James Axler – Bitter Fruit

“At once, Prince Boldt. But I thought she was going to do a scrying spell.”

A big man, wearing the same green homespun clothes as the group she’d seen earlier, stepped in front of Mildred. Without preamble he reached down for her and yanked her roughly upright again. He settled the chair on the floor with a thud.

Mildred spit into his face. If they hadn’t killed her yet, after she’d killed some of them, chances were they weren’t going to kill her for a while. She couldn’t get away, but she didn’t have to make it easy on them.

The big man roared in rage, swiping a big paw over his face. “You bitch! You’ll pay for that!” He drew back his hand.

“Bodb, leave her alone or suffer my wrath.” The words were delivered coldly.

Bodb hesitated, torn between the threat and his own rage. He straightened, then dropped his hand to the hilt of the broad-bladed knife sheathed at his waist. “Going to be another time, witch. And when there is, you’re going to go out cursing your mother for ever bearing you. I swear that by Lugh Silverhand’s eyes.”

“Leave us,” the other man ordered.

The big man hesitated, then turned and stamped away.

Breathing in through her nose and releasing it through her mouth, Mildred made herself remain quiet. She didn’t try to look over her shoulder to see the other man.

Clothing rustled behind her, and the light from the glowing mold changed. “What makes you so certain we won’t kill you?” the man asked.

“The hell with you,” Mildred said. “You aren’t doing me any favors.”

“No? Without my intervention, Bodb would have had the head from your shoulders.”

“You saving me for yourself, then?”

“Your speech is pathetic. I had been expecting more from someone as trained as yourself.”

Mildred made herself relax in the chair. She’d have new bruises on her arms and legs where the ropes bound her. “Must be all the inspiration I got around me at the moment.”

“Do you know who I am?”

“Our buddy Bodb called you Prince, so if that isn’t your name, it must be a title. You take it for yourself, Prince? Didn’t like the idea of a barony?”

“I inherited the title,” the man said. “From my father. Along with his sacred mission.”

Mildred let that pass.

“So you don’t know who I am?”

“Let me guess,” Mildred said. “This isn’t Sherwood Forest.”

“No.”

“Means you aren’t Robin Hood or Errol Flynn.”

The man laughed sarcastically. “Nor even Douglas Fairbanks, Jr.”

That caught Mildred’s attention, causing her to fall silent. Not many would know the movie stars of the pre-dark age.

“That made you think, didn’t it, Mildred Wyeth?”

Mildred sat back in her chair, relaxing as much as she could. If the chance presented itself to take any action, she would. But until then, she needed to know where she stood in the present scheme of things.

“Yes,” Boldt said. “I know your name. And I know you were a doctor.”

The man stepped around in front of her. He was tall and lean, sallow in complexion, and looked like a poster child for a famine. His clothes were jeans and hiking boots, a sleeveless jade sweater over a yellow Oxford with the collar neatly buttoned down. His cape was a silvery material that reflected the weak light and seemed to glow from an inner source, hanging to the tops of the hiking boots. A crown wrapped around his head, gold braid intricately woven into various leaf shapes, sporting a large purple crystal that hung on his broad forehead between his eyes. He held a staff as tall as he was, the top of it forming an oval where the main body of the shaft split, then became one again, leaving an open space slightly over a foot in length and nearly that in breadth. Metal wires were worked into the polished wood, sometimes on top of the polished grain and sometimes just under it.

“You drugged me.” Mildred dragged her foot across the particles she’d spit out in the phlegm.

“There are some who call what I domagic.”

“I’m not one of them.” Mildred managed to spit out a small piece of something in her saliva. Her eyesight was better now, and she was able to see the porous cells in the piece. “Mushroom?”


■ **ABOUT THIS EXERCISE**: The response is to be the full listing, set down exactly.

■ **EXERCISE INPUTS**:
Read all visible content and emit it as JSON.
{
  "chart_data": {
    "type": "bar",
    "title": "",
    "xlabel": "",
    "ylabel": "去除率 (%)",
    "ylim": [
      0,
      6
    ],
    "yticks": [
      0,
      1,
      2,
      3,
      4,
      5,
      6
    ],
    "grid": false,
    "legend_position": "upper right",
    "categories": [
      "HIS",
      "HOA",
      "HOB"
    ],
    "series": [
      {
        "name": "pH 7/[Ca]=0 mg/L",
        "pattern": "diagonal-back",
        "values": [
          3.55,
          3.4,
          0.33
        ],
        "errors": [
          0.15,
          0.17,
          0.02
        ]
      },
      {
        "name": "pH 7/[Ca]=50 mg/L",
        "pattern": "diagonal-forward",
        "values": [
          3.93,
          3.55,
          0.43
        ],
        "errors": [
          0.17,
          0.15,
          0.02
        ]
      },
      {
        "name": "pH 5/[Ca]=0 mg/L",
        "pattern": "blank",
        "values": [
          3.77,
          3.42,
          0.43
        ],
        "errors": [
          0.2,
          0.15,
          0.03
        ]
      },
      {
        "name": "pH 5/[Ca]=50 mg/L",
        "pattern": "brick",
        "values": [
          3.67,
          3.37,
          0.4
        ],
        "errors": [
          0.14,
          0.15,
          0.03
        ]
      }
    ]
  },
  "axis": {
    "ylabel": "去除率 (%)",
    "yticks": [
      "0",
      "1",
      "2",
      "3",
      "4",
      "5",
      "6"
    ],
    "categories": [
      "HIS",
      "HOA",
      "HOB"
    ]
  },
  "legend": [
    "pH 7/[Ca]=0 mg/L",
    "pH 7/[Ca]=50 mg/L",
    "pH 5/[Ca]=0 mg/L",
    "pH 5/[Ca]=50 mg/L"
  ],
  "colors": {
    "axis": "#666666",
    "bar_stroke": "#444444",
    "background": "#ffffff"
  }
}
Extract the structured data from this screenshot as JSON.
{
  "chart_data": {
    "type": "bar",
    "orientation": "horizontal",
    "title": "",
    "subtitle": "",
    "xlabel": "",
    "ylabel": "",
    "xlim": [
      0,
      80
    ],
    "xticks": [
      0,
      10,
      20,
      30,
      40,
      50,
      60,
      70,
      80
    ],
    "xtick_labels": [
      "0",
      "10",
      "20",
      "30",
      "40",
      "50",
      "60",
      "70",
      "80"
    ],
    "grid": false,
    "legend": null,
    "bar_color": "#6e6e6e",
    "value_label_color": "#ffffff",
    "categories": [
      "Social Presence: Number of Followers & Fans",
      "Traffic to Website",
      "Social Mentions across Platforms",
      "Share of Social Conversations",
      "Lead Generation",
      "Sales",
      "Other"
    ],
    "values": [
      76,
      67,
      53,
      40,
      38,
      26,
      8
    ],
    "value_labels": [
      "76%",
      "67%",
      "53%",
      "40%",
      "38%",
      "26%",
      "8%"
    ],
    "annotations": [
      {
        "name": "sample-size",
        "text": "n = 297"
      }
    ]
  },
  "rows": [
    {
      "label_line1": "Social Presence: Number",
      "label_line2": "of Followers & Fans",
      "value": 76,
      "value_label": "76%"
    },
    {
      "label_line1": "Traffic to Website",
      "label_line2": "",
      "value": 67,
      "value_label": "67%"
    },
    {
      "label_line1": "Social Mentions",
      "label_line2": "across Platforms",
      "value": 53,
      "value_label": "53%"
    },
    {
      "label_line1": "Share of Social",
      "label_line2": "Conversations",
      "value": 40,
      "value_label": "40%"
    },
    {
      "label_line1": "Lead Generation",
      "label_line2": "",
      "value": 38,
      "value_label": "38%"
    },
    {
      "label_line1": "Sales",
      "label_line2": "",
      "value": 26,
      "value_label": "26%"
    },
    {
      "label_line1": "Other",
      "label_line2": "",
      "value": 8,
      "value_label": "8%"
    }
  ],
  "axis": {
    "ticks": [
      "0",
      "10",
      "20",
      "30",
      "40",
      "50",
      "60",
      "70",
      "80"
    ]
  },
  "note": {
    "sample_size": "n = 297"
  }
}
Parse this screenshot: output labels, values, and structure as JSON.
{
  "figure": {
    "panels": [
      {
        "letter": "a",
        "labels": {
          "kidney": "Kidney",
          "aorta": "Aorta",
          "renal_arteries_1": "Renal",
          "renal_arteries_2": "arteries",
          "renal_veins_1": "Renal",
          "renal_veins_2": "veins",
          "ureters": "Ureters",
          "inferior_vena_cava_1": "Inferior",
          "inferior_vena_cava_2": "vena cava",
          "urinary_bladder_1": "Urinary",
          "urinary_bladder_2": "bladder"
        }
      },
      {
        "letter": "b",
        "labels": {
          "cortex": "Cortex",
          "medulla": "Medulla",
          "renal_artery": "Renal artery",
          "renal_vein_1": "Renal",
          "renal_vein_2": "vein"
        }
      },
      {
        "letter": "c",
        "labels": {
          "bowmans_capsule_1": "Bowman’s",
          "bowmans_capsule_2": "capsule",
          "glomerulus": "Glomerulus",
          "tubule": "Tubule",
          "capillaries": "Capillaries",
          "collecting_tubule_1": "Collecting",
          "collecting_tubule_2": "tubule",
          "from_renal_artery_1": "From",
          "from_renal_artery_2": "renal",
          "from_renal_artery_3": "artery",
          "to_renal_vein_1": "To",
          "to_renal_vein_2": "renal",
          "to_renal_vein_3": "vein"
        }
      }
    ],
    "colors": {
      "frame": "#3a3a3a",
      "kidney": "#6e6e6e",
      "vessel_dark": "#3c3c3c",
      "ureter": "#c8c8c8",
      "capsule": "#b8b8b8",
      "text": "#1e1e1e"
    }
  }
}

■ **WRITTEN REPLY**:
Read all visible content and emit it as JSON.
{
  "chart_data": {
    "type": "bar",
    "title": "",
    "xlabel": "",
    "ylabel": "去除率 (%)",
    "ylim": [
      0,
      6
    ],
    "yticks": [
      0,
      1,
      2,
      3,
      4,
      5,
      6
    ],
    "grid": false,
    "legend_position": "upper right",
    "categories": [
      "HIS",
      "HOA",
      "HOB"
    ],
    "series": [
      {
        "name": "pH 7/[Ca]=0 mg/L",
        "pattern": "diagonal-back",
        "values": [
          3.55,
          3.4,
          0.33
        ],
        "errors": [
          0.15,
          0.17,
          0.02
        ]
      },
      {
        "name": "pH 7/[Ca]=50 mg/L",
        "pattern": "diagonal-forward",
        "values": [
          3.93,
          3.55,
          0.43
        ],
        "errors": [
          0.17,
          0.15,
          0.02
        ]
      },
      {
        "name": "pH 5/[Ca]=0 mg/L",
        "pattern": "blank",
        "values": [
          3.77,
          3.42,
          0.43
        ],
        "errors": [
          0.2,
          0.15,
          0.03
        ]
      },
      {
        "name": "pH 5/[Ca]=50 mg/L",
        "pattern": "brick",
        "values": [
          3.67,
          3.37,
          0.4
        ],
        "errors": [
          0.14,
          0.15,
          0.03
        ]
      }
    ]
  },
  "axis": {
    "ylabel": "去除率 (%)",
    "yticks": [
      "0",
      "1",
      "2",
      "3",
      "4",
      "5",
      "6"
    ],
    "categories": [
      "HIS",
      "HOA",
      "HOB"
    ]
  },
  "legend": [
    "pH 7/[Ca]=0 mg/L",
    "pH 7/[Ca]=50 mg/L",
    "pH 5/[Ca]=0 mg/L",
    "pH 5/[Ca]=50 mg/L"
  ],
  "colors": {
    "axis": "#666666",
    "bar_stroke": "#444444",
    "background": "#ffffff"
  }
}
Extract the structured data from this screenshot as JSON.
{
  "chart_data": {
    "type": "bar",
    "orientation": "horizontal",
    "title": "",
    "subtitle": "",
    "xlabel": "",
    "ylabel": "",
    "xlim": [
      0,
      80
    ],
    "xticks": [
      0,
      10,
      20,
      30,
      40,
      50,
      60,
      70,
      80
    ],
    "xtick_labels": [
      "0",
      "10",
      "20",
      "30",
      "40",
      "50",
      "60",
      "70",
      "80"
    ],
    "grid": false,
    "legend": null,
    "bar_color": "#6e6e6e",
    "value_label_color": "#ffffff",
    "categories": [
      "Social Presence: Number of Followers & Fans",
      "Traffic to Website",
      "Social Mentions across Platforms",
      "Share of Social Conversations",
      "Lead Generation",
      "Sales",
      "Other"
    ],
    "values": [
      76,
      67,
      53,
      40,
      38,
      26,
      8
    ],
    "value_labels": [
      "76%",
      "67%",
      "53%",
      "40%",
      "38%",
      "26%",
      "8%"
    ],
    "annotations": [
      {
        "name": "sample-size",
        "text": "n = 297"
      }
    ]
  },
  "rows": [
    {
      "label_line1": "Social Presence: Number",
      "label_line2": "of Followers & Fans",
      "value": 76,
      "value_label": "76%"
    },
    {
      "label_line1": "Traffic to Website",
      "label_line2": "",
      "value": 67,
      "value_label": "67%"
    },
    {
      "label_line1": "Social Mentions",
      "label_line2": "across Platforms",
      "value": 53,
      "value_label": "53%"
    },
    {
      "label_line1": "Share of Social",
      "label_line2": "Conversations",
      "value": 40,
      "value_label": "40%"
    },
    {
      "label_line1": "Lead Generation",
      "label_line2": "",
      "value": 38,
      "value_label": "38%"
    },
    {
      "label_line1": "Sales",
      "label_line2": "",
      "value": 26,
      "value_label": "26%"
    },
    {
      "label_line1": "Other",
      "label_line2": "",
      "value": 8,
      "value_label": "8%"
    }
  ],
  "axis": {
    "ticks": [
      "0",
      "10",
      "20",
      "30",
      "40",
      "50",
      "60",
      "70",
      "80"
    ]
  },
  "note": {
    "sample_size": "n = 297"
  }
}
Parse this screenshot: output labels, values, and structure as JSON.
{
  "figure": {
    "panels": [
      {
        "letter": "a",
        "labels": {
          "kidney": "Kidney",
          "aorta": "Aorta",
          "renal_arteries_1": "Renal",
          "renal_arteries_2": "arteries",
          "renal_veins_1": "Renal",
          "renal_veins_2": "veins",
          "ureters": "Ureters",
          "inferior_vena_cava_1": "Inferior",
          "inferior_vena_cava_2": "vena cava",
          "urinary_bladder_1": "Urinary",
          "urinary_bladder_2": "bladder"
        }
      },
      {
        "letter": "b",
        "labels": {
          "cortex": "Cortex",
          "medulla": "Medulla",
          "renal_artery": "Renal artery",
          "renal_vein_1": "Renal",
          "renal_vein_2": "vein"
        }
      },
      {
        "letter": "c",
        "labels": {
          "bowmans_capsule_1": "Bowman’s",
          "bowmans_capsule_2": "capsule",
          "glomerulus": "Glomerulus",
          "tubule": "Tubule",
          "capillaries": "Capillaries",
          "collecting_tubule_1": "Collecting",
          "collecting_tubule_2": "tubule",
          "from_renal_artery_1": "From",
          "from_renal_artery_2": "renal",
          "from_renal_artery_3": "artery",
          "to_renal_vein_1": "To",
          "to_renal_vein_2": "renal",
          "to_renal_vein_3": "vein"
        }
      }
    ],
    "colors": {
      "frame": "#3a3a3a",
      "kidney": "#6e6e6e",
      "vessel_dark": "#3c3c3c",
      "ureter": "#c8c8c8",
      "capsule": "#b8b8b8",
      "text": "#1e1e1e"
    }
  }
}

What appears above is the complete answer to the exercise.